Lecture-recital to shed light on Harlem Renaissance


Staff report

YOUNGSTOWN

J LanYe, a vocalist-pianist and music educator with a long and distinguished career, will return to her hometown Tuesday to perform a lecture-recital titled “How Spirituals of the 18th and 19th Centuries Influenced the Harlem Renaissance of the 20th Century and Beyond.”

The free informative performance — which LanYe calls an “informance” — will begin at 6:30 p.m. at the Main Branch of the Library of Youngstown and Mahoning County, 305 Wick Ave.

LanYe (she was known as Jo Ann Lanier when she lived in Youngstown) is a sought-after lecturer for her expertise in black music.

The Lake County resident has performed across North America and Europe and was a professor of voice and music at several colleges before retiring in 2006.

LanYe also is a composer, best known for her opera “Highway to Canaan,” a story about a group of runaways seeking freedom via the Underground Railroad in 1851. The opera, which premiered in 2011 in Cleveland, tracks the entire treacherous journey, from Tennessee to Ontario. Much of the opera is focused on northern Ohio, and Youngstown is named in the chorus that ends Act One.

“Highway to Canaan” is one of the few operas composed by a black woman.

A guiding element of LanYe’s career has been to discover truths about music.

In the 1970s, she set out to enlighten audiences about the accomplishments of blacks in classical music and jazz, and developed a robust career as a lecturer- recitalist.

Other career highlights for LanYe, a 1962 graduate of The Rayen School, include singing at the Aspen, Tanglewood and Berkshire music festivals; founding and conducting the Cleveland Choral Collective; composing the anthem for Cleveland’s Bicentennial in 1996; and serving as special visiting artist at the Conservatory of Music in Toronto.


Write out the lines starting at the one that holds "Get bbox for palm" and ending with the final line of the data, exactly and with no others.
================
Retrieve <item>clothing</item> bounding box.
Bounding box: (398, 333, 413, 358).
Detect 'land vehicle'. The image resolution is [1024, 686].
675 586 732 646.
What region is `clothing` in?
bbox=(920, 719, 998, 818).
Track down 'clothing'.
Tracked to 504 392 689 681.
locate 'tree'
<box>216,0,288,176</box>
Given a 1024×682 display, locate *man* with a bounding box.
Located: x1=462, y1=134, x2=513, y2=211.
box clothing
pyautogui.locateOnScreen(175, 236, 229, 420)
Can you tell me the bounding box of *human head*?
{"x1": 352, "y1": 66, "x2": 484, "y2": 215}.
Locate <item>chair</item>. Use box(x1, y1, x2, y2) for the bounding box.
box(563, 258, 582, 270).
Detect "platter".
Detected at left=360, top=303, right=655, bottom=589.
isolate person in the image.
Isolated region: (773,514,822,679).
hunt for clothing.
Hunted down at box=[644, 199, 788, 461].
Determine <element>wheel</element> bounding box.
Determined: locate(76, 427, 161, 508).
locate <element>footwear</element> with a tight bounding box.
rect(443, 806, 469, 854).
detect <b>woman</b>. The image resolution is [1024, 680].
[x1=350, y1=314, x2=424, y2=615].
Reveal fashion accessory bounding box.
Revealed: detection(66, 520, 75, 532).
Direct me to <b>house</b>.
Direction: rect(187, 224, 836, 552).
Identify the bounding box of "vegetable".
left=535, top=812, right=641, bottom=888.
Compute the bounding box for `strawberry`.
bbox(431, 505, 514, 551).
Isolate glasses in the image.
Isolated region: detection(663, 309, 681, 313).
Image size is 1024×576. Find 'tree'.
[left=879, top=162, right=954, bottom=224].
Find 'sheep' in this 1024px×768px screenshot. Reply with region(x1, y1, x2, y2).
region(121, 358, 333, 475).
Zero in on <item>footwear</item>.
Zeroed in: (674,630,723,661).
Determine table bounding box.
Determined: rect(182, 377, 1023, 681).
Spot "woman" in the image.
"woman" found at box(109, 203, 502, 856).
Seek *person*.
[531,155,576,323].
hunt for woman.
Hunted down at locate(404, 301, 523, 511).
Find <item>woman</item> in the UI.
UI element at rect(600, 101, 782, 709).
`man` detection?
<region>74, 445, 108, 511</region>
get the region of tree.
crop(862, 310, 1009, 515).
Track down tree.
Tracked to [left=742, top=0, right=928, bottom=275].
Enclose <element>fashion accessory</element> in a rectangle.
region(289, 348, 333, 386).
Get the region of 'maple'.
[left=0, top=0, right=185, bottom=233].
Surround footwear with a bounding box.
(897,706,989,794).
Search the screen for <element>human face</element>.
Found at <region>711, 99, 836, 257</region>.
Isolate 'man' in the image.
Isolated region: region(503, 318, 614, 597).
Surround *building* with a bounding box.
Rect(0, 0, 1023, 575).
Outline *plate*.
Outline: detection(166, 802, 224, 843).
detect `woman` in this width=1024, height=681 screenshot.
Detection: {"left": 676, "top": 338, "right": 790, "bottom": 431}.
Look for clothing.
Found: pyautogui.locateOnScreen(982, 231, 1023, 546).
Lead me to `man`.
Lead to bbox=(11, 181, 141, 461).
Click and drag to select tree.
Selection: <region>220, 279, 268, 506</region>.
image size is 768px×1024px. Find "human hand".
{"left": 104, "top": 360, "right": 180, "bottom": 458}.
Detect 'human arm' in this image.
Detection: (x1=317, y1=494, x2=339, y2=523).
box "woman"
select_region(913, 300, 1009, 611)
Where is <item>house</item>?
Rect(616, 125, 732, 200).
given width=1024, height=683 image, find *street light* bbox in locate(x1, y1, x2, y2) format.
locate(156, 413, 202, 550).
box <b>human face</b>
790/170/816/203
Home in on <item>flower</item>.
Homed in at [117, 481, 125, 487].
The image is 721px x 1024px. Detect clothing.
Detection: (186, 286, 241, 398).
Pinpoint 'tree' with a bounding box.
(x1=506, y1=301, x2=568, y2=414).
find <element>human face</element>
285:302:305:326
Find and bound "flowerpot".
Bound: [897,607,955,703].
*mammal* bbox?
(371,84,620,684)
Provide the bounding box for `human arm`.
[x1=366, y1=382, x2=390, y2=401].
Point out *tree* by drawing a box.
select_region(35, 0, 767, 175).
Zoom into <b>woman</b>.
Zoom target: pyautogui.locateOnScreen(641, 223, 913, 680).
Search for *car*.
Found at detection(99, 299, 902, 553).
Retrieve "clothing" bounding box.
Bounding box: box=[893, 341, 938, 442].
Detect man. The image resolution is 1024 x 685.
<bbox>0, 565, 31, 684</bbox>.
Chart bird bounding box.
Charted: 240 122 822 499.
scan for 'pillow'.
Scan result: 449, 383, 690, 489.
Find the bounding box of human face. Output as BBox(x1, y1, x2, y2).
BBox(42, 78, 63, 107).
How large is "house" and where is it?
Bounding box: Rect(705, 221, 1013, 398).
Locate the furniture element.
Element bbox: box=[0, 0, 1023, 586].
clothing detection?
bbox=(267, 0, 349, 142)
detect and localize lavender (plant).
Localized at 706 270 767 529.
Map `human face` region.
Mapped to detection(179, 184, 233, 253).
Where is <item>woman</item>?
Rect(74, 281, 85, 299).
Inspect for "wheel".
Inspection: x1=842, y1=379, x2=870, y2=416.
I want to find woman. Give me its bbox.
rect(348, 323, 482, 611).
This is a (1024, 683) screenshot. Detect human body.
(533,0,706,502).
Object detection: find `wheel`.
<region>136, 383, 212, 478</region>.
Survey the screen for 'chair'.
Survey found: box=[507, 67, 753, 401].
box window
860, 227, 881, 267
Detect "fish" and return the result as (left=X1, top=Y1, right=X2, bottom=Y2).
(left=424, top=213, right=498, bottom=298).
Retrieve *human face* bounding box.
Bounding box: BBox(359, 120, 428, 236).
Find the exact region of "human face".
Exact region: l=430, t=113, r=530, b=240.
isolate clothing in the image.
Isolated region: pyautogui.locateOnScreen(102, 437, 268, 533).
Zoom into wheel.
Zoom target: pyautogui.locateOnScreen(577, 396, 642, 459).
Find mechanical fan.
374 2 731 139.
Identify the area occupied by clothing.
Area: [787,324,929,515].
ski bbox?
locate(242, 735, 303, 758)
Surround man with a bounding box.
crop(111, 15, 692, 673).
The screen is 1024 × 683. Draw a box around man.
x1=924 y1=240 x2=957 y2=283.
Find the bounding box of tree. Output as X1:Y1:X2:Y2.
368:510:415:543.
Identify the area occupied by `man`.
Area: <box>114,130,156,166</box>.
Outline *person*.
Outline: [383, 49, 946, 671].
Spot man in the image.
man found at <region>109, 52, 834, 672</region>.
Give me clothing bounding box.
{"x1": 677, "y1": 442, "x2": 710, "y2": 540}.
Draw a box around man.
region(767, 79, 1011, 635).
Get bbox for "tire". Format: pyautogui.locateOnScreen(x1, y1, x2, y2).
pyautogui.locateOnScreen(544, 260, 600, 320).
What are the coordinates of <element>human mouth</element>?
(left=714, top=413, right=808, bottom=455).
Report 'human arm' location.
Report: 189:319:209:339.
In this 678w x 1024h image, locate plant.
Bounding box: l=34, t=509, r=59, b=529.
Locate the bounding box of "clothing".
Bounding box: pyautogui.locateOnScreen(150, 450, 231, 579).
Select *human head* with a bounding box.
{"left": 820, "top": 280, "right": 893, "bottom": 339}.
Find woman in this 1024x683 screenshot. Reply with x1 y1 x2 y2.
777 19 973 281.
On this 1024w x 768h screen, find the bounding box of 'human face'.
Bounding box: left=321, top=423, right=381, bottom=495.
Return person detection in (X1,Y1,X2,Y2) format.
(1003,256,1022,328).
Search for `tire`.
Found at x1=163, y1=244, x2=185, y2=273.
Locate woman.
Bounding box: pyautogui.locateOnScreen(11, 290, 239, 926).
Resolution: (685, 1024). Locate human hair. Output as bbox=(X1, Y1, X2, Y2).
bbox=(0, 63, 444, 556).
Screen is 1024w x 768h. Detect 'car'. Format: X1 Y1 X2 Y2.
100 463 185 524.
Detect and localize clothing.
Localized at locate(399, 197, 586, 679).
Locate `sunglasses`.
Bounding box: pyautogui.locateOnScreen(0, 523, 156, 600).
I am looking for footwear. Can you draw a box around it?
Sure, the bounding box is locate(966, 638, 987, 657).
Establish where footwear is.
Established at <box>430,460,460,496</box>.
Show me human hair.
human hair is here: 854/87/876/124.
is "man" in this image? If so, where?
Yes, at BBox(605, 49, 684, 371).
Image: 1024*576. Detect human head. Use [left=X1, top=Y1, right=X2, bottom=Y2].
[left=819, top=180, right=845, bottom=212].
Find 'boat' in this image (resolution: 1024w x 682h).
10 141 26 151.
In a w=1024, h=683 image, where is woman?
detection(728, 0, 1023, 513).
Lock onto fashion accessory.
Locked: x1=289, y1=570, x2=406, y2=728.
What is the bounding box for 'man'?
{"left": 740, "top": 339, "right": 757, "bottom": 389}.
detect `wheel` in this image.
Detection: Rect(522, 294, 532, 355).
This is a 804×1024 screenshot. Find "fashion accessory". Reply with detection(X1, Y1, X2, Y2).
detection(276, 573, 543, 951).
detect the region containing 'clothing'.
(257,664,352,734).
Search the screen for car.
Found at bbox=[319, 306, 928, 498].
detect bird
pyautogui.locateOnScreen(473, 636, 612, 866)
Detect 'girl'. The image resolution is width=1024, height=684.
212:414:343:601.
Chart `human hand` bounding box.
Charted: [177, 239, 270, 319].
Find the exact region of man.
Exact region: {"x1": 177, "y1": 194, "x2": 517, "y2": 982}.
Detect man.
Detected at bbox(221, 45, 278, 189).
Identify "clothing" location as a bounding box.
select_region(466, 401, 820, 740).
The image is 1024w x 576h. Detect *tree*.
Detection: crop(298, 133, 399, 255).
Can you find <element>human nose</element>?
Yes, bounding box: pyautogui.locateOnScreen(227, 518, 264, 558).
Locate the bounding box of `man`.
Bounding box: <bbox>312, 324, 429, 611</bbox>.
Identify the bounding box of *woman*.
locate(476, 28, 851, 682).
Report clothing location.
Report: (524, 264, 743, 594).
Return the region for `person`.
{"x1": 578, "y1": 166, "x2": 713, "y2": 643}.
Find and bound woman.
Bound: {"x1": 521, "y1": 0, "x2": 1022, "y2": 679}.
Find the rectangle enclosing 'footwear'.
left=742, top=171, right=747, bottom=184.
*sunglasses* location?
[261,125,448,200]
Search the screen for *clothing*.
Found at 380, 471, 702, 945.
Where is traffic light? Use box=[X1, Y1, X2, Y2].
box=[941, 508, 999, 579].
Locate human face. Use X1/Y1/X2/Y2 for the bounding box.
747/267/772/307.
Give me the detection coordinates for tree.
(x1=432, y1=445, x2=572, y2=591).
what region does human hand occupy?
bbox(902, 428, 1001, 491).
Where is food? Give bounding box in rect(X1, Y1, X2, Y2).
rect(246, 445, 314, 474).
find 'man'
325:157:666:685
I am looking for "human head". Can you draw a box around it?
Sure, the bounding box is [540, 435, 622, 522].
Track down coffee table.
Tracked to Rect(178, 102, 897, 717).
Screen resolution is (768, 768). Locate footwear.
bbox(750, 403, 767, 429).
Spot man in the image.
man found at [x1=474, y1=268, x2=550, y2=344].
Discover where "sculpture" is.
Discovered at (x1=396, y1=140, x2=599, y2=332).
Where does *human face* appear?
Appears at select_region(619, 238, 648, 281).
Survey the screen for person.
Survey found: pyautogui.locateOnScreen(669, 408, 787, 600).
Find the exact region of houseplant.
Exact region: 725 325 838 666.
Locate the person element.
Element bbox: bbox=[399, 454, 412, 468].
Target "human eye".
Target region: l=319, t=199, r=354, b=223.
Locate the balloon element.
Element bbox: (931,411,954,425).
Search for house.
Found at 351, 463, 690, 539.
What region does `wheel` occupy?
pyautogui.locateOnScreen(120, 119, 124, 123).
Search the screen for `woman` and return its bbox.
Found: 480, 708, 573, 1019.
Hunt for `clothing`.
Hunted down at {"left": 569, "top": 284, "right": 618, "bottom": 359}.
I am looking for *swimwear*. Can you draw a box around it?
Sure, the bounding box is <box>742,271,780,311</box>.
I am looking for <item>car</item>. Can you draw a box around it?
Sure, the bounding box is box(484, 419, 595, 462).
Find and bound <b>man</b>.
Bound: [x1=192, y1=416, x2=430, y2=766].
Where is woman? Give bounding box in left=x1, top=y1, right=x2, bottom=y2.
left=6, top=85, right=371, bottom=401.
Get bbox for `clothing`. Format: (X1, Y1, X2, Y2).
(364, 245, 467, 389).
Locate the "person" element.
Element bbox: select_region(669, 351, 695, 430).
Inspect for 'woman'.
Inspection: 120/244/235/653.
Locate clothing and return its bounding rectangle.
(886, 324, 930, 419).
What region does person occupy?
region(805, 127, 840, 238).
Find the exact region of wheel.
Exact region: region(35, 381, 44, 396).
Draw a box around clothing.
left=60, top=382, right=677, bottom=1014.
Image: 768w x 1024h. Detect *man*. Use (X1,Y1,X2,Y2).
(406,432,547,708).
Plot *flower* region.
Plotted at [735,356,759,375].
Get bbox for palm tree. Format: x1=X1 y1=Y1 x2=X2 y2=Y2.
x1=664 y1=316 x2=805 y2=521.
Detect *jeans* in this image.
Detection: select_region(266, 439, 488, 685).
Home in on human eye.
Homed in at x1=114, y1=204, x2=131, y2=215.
================
SOLVED EXERCISE
Get bbox for palm tree. Format: x1=X1 y1=Y1 x2=X2 y2=Y2.
x1=664 y1=316 x2=805 y2=521.
Detect *jeans* in this image.
Detection: select_region(266, 439, 488, 685).
Home in on human eye.
Homed in at x1=114, y1=204, x2=131, y2=215.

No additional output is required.